Tom Jones has reacted angrily to last week’s leaked email from Island Records vice president David Sharpe in an interview with Drowned in Sound. The email, which asked if the decision for Jones to record gospel and blues songs for new album Praise & Blame was a “sick joke”, was printed in the Sunday Times and The Telegraph.
Jones said that the first he knew of it was when he saw those articles:
“I couldn’t believe it. I read it on the plane coming over. One of the stewards had an English paper and he said: ‘There’s a spread about your album’, so I said: ‘Oh, really! Let me have a look!’ I read it and just thought ‘Who the fuck is this?’”
Jones revealed that he has had no contact with Sharpe:
“First of all I didn’t know who the guy was. I still don’t. I only deal with the people who are involved in making the record. So, first thing when I got in, I said, ‘Who is this guy? What does he do?’ Apparently he’s one of the financial guys. I said, ‘What the fuck’s he on about?’ You can’t go condemning a record. It’s terrible for people to say, ‘Well, maybe Tom has made a mistake if the record company don’t even like it.’ I mean, that’s what people are going to read – ‘cause that’s what I read! They’ve been apologising to me ever since, but they still haven’t come up with why it was done. What is the point of that? I don’t get it. To me it’s negative, there’s nothing positive about it.”
Sharpe’s email had stated that: “Having lured him from EMI, the deal was that you would deliver a record of upbeat tracks along the lines of Sex Bomb and Mama Told Me…” but Jones denied this. He said that the plan was to work with a producer who could strip-down his sound and record an album of blues standards as well as covers of songs by Bob Dylan and John Lee Hooker.

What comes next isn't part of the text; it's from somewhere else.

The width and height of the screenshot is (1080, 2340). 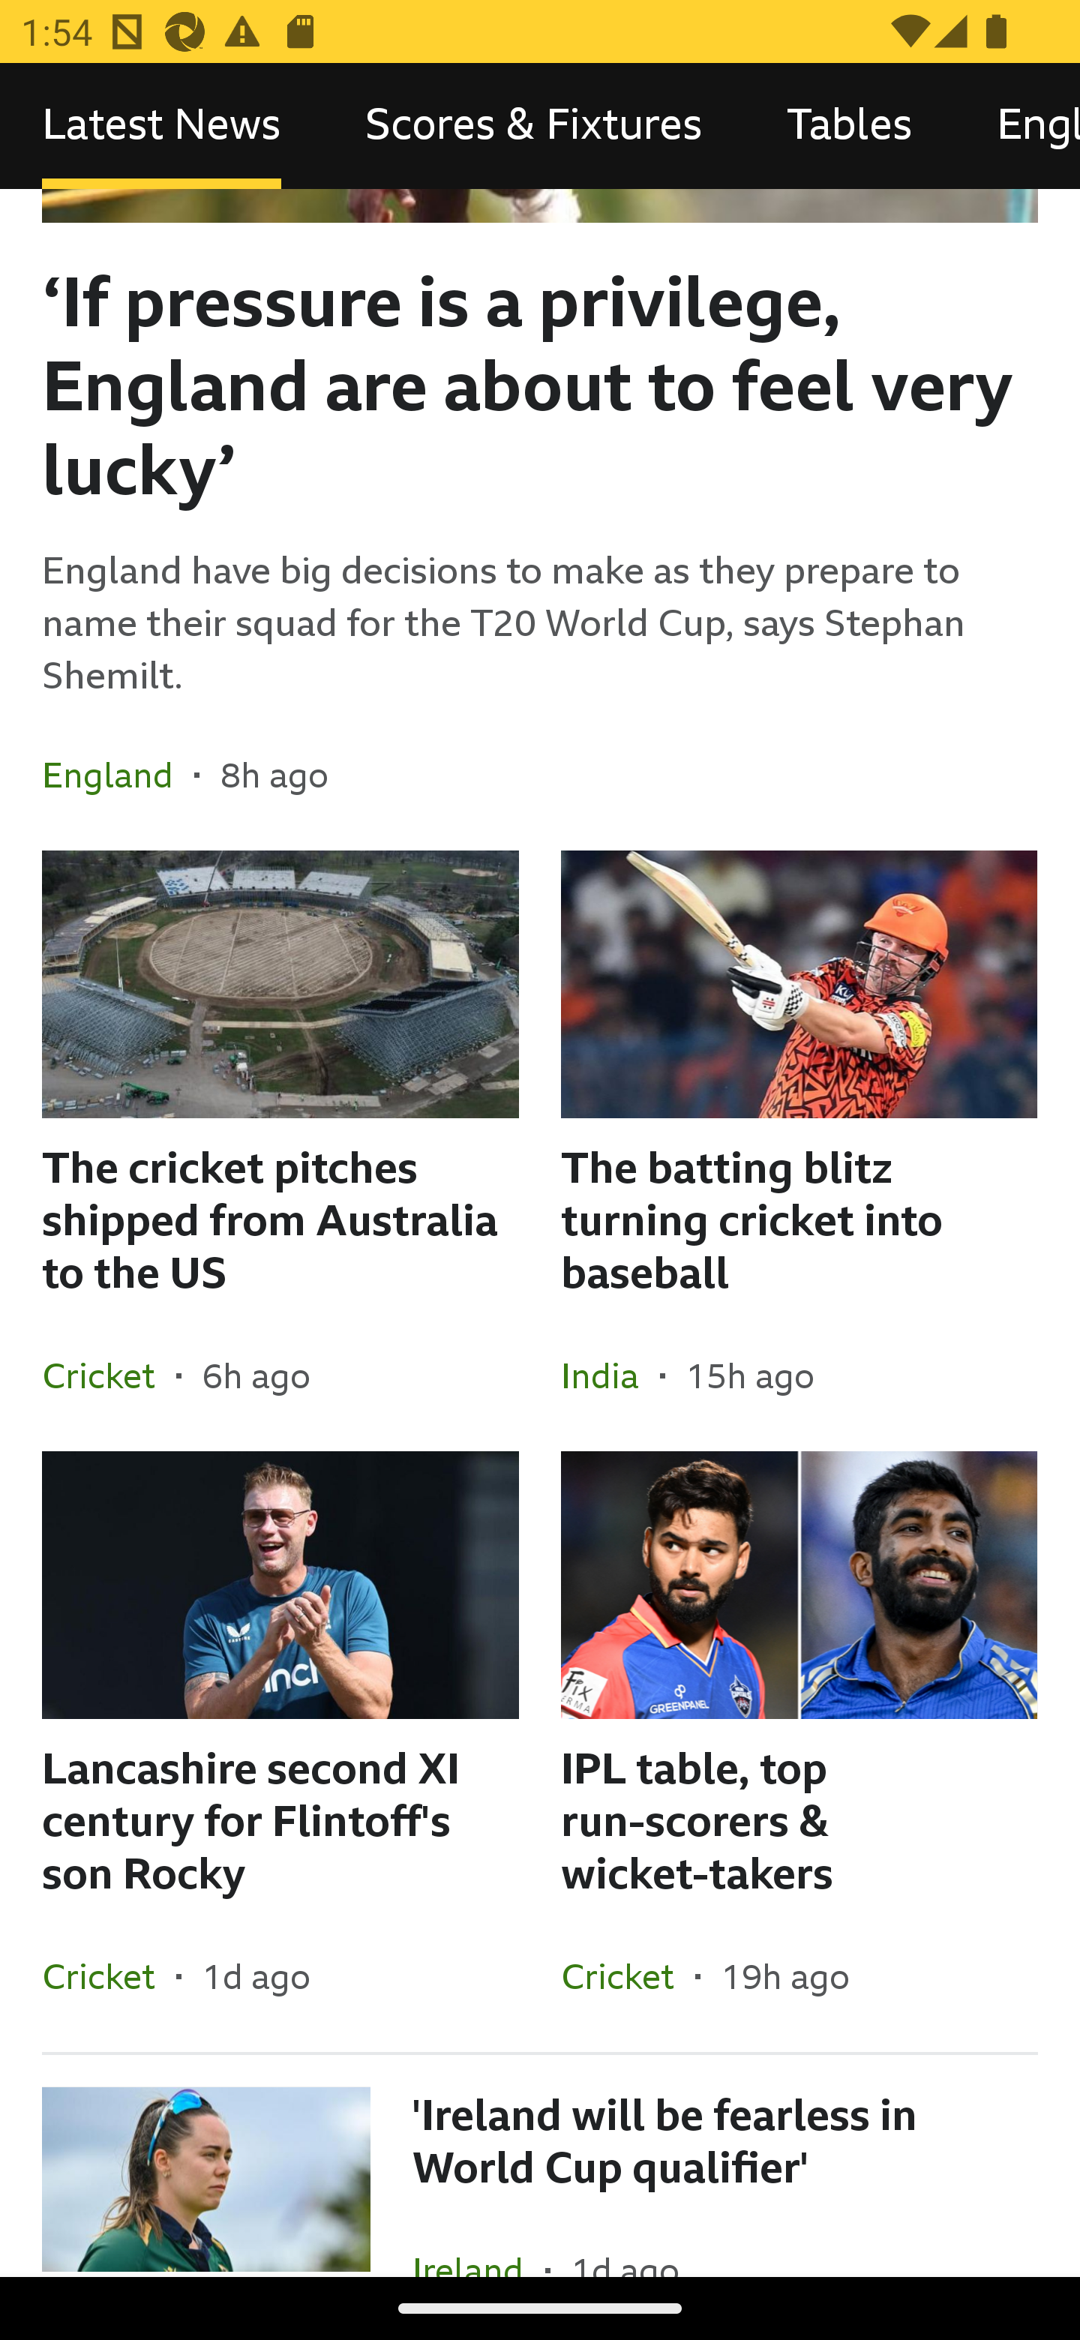 I want to click on India In the section India, so click(x=610, y=1374).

The Guardian speculated that the leaked email could be a PR stunt designed to hype the record and paint Jones in a rebellious light, but he dismissed the idea that the leak was contrived: “As far as I’m concerned there was no plan to get a controversy. It’s negative, I think, and misleading.”
He added:
“A lot of people say publicity is better than no publicity. That’s alright as long as people don’t dismiss the record. I just hope people get the chance to hear it and don’t get turned off by this bloody email.”